Caryn Horowitz | The Cultural Culinarian

I started planning my 21st birthday on Oct. 27, 2007, over a year before the day arrived this past Saturday. I know this because I created a new Sticky Note on my Mac dedicated to my birthday festivities. Overly organized? Sure. Thinking way too far in advance? Yes. But don't judge me (yet) -- there was a reason for it.

Since approximately Oct. 27, 2007, I've wanted to do a tasting menu for my 21st birthday. (For all of you haute cuisine newbies, a tasting menu is a multi-course meal of small portions of food. Chefs typically use tasting menus as a way to show off their skills.) If I was going to legally consume alcohol for the first time, I wanted to have the best beverages I could have with the best food I could afford.

Hence, the list. I needed a place to write down restaurant ideas and prices. I was working so far ahead of schedule because my top-four choices -- Manhattan legends Per Se, Le Bernardin, Masa and Jean Georges -- require reservations at least six months in advance. After pondering my list for several months, the affordability factor became too much of an issue; let's just say that the cheapest tasting menu with wine pairings out of these four restaurants costs more than I pay for textbooks each semester.

So, sadly, the tasting menu idea was out. But as I was doing all of my research on high-end dining (OK, now you can judge me), I noticed something. Several of the tasting menus I perused featured not just wine pairings by a sommelier, not even just cocktail pairings by a mixologist, but beer pairings.

You read correctly: beer and haute cuisine is the new culinary frontier. I'm not talking about beer and pizza. I'm not even talking about decent restaurants offering beers on its beverage list. I'm talking about top-rated chefs sitting down with brewers and slowly creating sophisticated beer pairings for their menus. This new trend, like every new movement that pops up in the food world, has been given a name: the craft beer movement.

Microbreweries are the main focus of the craft beer movement. Chefs and microbrewers can tinker with the flavor notes of a beer with relative ease, and microbrews tend to have more complex profiles than large-scale manufactured beer. When Wade Simpson was the chef de cuisine at Another Pointe in Tyme in Phoenix, Ariz., he cut the wine list in half to add microbrews. Every item offered on his menu featured a suggested beer pairing. Some chefs, such as French-born Jean Joho, are even supervising their own breweries. Joho's restaurant on Huntington Ave., Brasserie Jo, offers an extensive "Sélection de Bières" that features brews from Hop La, his microbrewery.

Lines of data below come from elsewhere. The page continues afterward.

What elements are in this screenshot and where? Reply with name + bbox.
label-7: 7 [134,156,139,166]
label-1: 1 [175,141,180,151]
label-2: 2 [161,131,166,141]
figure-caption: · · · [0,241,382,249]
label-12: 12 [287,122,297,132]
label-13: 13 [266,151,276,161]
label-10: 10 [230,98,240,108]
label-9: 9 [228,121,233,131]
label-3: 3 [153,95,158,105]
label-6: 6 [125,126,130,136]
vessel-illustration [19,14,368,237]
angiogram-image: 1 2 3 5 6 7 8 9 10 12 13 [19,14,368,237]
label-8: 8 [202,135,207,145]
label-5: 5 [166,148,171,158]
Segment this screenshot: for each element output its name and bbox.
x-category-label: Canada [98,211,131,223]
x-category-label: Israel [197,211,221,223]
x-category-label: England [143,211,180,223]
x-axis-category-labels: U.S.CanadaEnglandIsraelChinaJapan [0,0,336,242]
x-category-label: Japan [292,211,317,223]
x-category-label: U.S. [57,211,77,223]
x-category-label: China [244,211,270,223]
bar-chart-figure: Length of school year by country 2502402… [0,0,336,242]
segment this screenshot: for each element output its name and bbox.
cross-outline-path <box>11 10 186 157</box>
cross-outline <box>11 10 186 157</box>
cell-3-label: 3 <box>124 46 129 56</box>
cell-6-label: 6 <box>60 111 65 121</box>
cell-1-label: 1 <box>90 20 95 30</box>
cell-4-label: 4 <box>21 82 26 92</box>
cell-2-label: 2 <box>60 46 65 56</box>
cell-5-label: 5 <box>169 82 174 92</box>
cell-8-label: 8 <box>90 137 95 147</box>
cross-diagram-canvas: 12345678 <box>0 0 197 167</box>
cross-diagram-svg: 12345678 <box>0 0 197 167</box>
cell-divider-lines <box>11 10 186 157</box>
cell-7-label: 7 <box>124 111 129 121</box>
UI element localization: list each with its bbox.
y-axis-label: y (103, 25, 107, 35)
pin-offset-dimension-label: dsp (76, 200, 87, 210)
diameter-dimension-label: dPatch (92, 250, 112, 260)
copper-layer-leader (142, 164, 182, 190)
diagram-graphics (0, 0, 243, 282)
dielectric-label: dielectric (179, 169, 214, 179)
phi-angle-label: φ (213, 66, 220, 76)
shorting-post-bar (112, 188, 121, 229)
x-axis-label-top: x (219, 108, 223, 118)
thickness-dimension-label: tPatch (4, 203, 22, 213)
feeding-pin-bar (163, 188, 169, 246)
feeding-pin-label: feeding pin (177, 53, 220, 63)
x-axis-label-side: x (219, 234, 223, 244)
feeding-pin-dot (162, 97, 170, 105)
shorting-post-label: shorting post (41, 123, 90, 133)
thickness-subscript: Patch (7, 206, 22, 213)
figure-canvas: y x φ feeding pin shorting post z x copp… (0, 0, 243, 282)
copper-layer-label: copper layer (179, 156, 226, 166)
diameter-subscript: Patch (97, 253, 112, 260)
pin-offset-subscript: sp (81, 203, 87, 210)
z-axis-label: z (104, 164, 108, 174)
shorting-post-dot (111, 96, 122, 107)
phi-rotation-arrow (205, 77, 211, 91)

Boston is home to the bastion of the craft beer movement: the Boston Beer Company, which makes Samuel Adams. Boston Beer has sponsored a tasting menu event at the Annual Food and Wine Classic in Aspen, the Super Bowl of food shows since 2002 that has been prepared by such celebrity chefs as Todd English and David Burke. The company has found success in fine dining by marketing beer as comparable to wine, focusing on matching specific flavor notes in beer to fine food, similar to what a sommelier would do.

The craft beer movement just makes sense. Chefs are always looking for new flavor combinations, and beer offers caramelized and roasted profiles you cannot find with wine. It is also faster to experiment with beer than with wine; a microbrewer can add a different spice or play with the acidity of a beer in a fraction of the amount of time that it takes to do the same with wine.

Who knows ... maybe "bièrelier" is going to become a new sought after position in haute cuisine.